You might have seen the Whitechapel Gallery on the news in the last few days, as Rachel Whiteread’s ‘Tree Of Life’ has been unveiled on the building’s street-facing facade. The front of the building was always intended to have some sort of decoration – the most likely of which would have been a mosaic, perhaps similar to the one which decorates its architectural contemporary in south London, the Horniman Museum, but at the time of the building’s construction the money just wasn’t available. Whiteread’s sculpture is rather dramatic – particularly when the leaves and branches are caught in the bright morning sunlight as they were when I saw them earlier today.
Inside the gallery, most of the space is currently given over to an exhibition of the work of fellow British artist Gillian Wearing, who is known for her striking photographic representations and short films. On the ground floor, the main gallery space is subdivided into plywood-walled rooms, within which some of her videos play. These are striking and disturbing works – ‘Sacha & Mum’ shows a scene of domestic violence, with reversed speech and slow-motion (somewhat reminiscent of a scene from David Lynch’s ‘Twin Peaks’) while ’10-16′ features interviews with young people talking about their issues, but dubbed onto video of adults who are lip-synching their words, including an older woman on a window seat and a naked dwarf in a bath!

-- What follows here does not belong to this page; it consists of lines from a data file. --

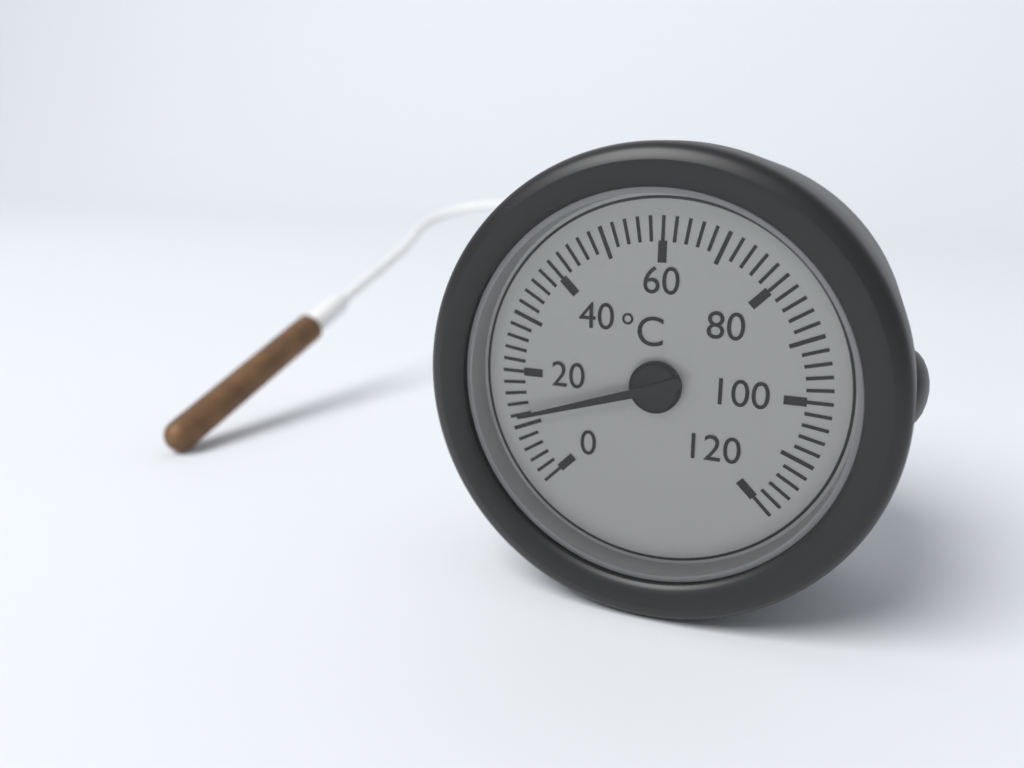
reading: 12 °C
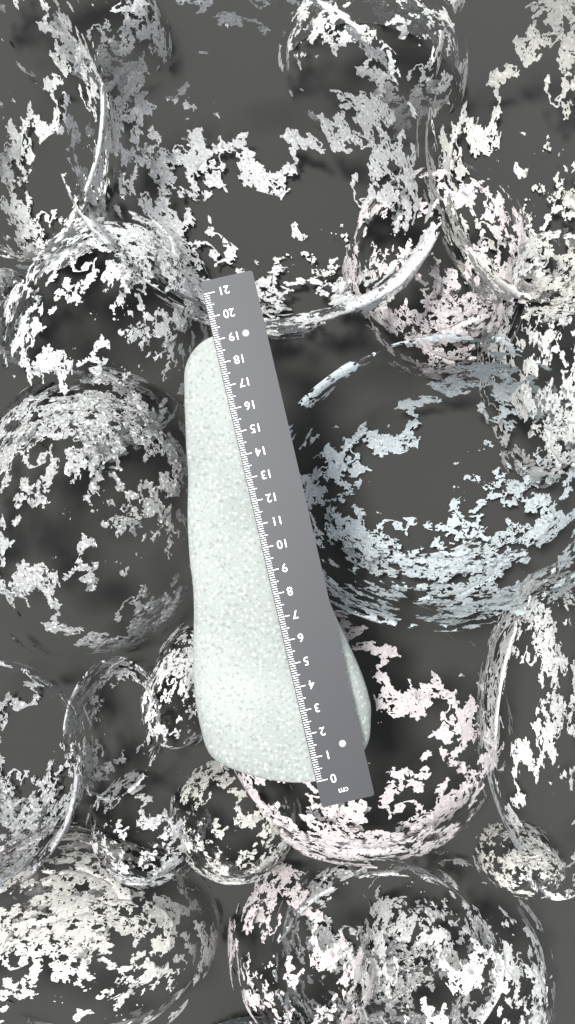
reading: 19.2 cm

The Gillian Wearing exhibition continues on the second floor with the 1992 ‘Signs’ – people photographed in the street holding hand-written signs setting out their innermost thoughts. They’re all very thought-provoking but the two that struck me most were the black police officer holding a sign simply saying “HELP!” and the strikingly handsome young businessman holding a sign with two words written on it that reveals something rather different about him than you might imagine. The exhibition continues through to the next gallery and a series of large photographs in brightly coloured frames – the ‘Self Portraits’ where Wearing dons a series of realistic masks which carry the features of people who have been significant in her life – her grandfather, grandmother, mother and so on. There’s something deeply disturbing and rather macabre about these pieces, looking almost as if she has peeled off their faces and placed them over her own. The show finishs with ‘Confessions’ – a series of confessional booths within which videos play where we hear the voices of people talking about difficult periods earlier in their lives and the guilt and contrition that they feel about these experiences, but where again Wearing dons a mask and lip-synches.
Unfortunately you’ll have to be quick if you want to catch Gillian Wearing’s exhibition at the Whitechapel Gallery – it ends this Sunday, 17 June. They are, however, open until midnight tonight. Adult tickets for the exhibition are priced at £9.50.